First, multiple sources of information enabled triangulation and validation of theoretical constructs that could withstand analysis from varying perspectives. Data was collected from three primary sources: 1) observation at project and user group meetings, technical presentations and conferences; 2) informant interviews; and 3) project data archived on the Internet that detailed project interactions and structural developments. Over 90 hours were spent observing and meeting informants at 27 different events (project meetings, user group meetings and conferences) between April 2000 and April 2001. Seventy-five semi-structured interviews were conducted with contributors to open source projects. A summary of informant information is provided in Table 1. Most (84%) were conducted in person, although some (16%) were conducted over the phone. Gaining an understanding of membership, sponsorship, decision-making, governance and ownership practices used on open source projects was an important focus of the interviews.
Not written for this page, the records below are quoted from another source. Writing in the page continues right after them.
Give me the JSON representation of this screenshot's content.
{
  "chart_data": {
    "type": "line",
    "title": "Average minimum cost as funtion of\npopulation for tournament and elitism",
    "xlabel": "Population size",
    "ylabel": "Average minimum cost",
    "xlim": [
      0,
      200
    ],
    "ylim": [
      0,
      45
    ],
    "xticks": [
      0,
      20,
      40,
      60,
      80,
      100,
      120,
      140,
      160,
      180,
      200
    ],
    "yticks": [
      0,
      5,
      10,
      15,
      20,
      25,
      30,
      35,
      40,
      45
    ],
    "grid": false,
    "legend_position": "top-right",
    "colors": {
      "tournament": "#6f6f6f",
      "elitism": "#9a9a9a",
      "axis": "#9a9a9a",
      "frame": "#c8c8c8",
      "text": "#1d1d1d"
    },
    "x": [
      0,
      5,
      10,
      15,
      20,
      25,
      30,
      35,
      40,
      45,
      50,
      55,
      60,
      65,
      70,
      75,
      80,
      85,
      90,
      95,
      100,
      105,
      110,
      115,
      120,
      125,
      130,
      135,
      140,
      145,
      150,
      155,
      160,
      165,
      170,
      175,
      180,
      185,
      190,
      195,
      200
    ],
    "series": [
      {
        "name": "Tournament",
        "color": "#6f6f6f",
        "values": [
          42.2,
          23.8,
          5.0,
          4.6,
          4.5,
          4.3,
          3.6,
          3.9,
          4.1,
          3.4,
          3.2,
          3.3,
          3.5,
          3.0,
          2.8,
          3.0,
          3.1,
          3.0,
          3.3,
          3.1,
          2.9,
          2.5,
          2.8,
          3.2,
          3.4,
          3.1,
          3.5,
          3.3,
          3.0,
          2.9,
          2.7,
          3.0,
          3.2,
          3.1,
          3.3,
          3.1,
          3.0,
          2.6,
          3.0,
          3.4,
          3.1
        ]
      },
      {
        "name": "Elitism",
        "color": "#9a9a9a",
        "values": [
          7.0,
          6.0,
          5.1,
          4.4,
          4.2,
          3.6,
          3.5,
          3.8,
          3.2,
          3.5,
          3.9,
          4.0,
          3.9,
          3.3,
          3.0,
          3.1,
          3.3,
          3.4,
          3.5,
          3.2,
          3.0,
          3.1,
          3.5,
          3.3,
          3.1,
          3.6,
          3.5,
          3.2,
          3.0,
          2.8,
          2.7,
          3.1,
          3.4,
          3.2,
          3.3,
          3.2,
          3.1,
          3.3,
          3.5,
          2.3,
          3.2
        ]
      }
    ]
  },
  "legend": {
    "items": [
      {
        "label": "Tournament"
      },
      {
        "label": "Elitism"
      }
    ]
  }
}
Fifty-six percent of informants were identified through face-to-face means while others were identified directly through online documentation of their project or from referrals from other informants. About two-thirds of the respondents could be identified as having a corporate sponsor that allowed them to work on community managed projects as part of their employment. The selection of informants was guided by maximizing the variance in perspective of as many different types of actors as possible. Obtaining the perspective of volunteers, volunteers sponsored by firms and firm and non-profit representatives helped to explicate how different motivations, interests and roles affected community practices.